A patient who’s been twice diagnosed with cancer says he’s on the path toward recovery with the help of immunotherapy research based out of a Victoria lab, marking its 20th anniversary.

“They did a PET scan and said, ‘You’re not going to believe this but you’re in remission,'” said Noel Schacter. “And I thought, holy mackerel that’s amazing.”

The retired sociologist is thinking back to his results from a clinical trial in the fall of 2020.

The senior says he had relapsed for a third time, following two diagnoses with forms of non-Hodgkin’s lymphoma. He had already been through three rounds of chemotherapy since his first diagnosis in 2006.

“I thought, 'I think this is it? I think this is all over,'” said Schacter. “Basically I was considering medical assistance in dying.”

Schacter says he was out of treatment options until his oncologist suggested an experimental immunotherapy trial that was running, in part, through Victoria’s Deeley Research Centre.

“It’s for patients who have leukemia or lymphoma,” said director Dr. Brad Nelson. “They donate a blood sample to us. We bring the cells into this lab and we do a gene engineering step where we put a gene into the T-cells that hardwires them to recognize their cancer.”

Schacter is among roughly 70 patients who’ve taken part so far.
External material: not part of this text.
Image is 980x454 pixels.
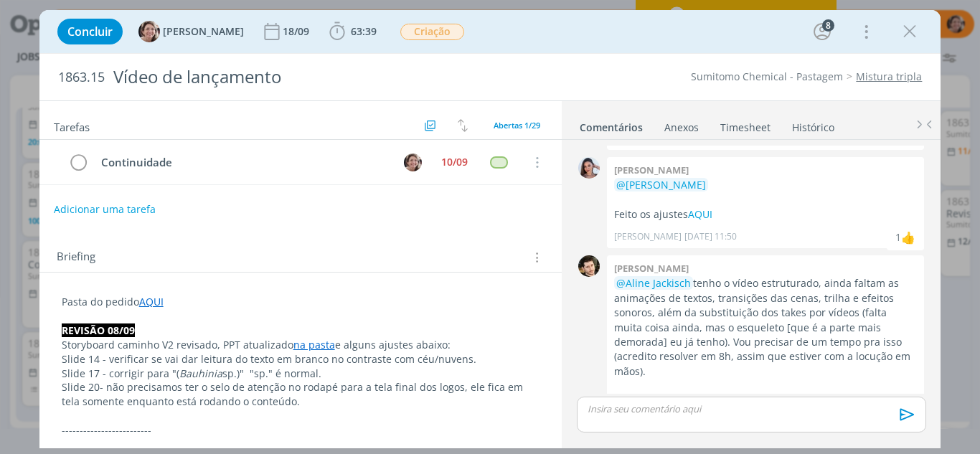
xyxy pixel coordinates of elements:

“We then grow the T-cells in number and create an IV bag full of T-cells in this facility, which are sent out to our clinical sites in Vancouver or Ottawa and the T-cells are put back into the patient's bloodstream,” said Nelson.

The centre’s founding director says the trial will run up to 100 patients before getting analyzed on what to do with the product from there.

“It rendered me pretty dysfunctional,” said Schacter. “It took all my energy away… I could barely walk.”

Five weeks later, he says he regained his strength to walk and that’s when he was told his aggressive form of cancer had gone into remission.

Three years since then, that’s still the case.

“The odds of it working at that time, they thought it would be about 40 per cent,” said Schacter.

He still lives with ongoing side effects, such as low blood count and less energy. He also feels like his cognitive abilities have slowed.

“I’m still here,” he said. “Very pleased to be here.”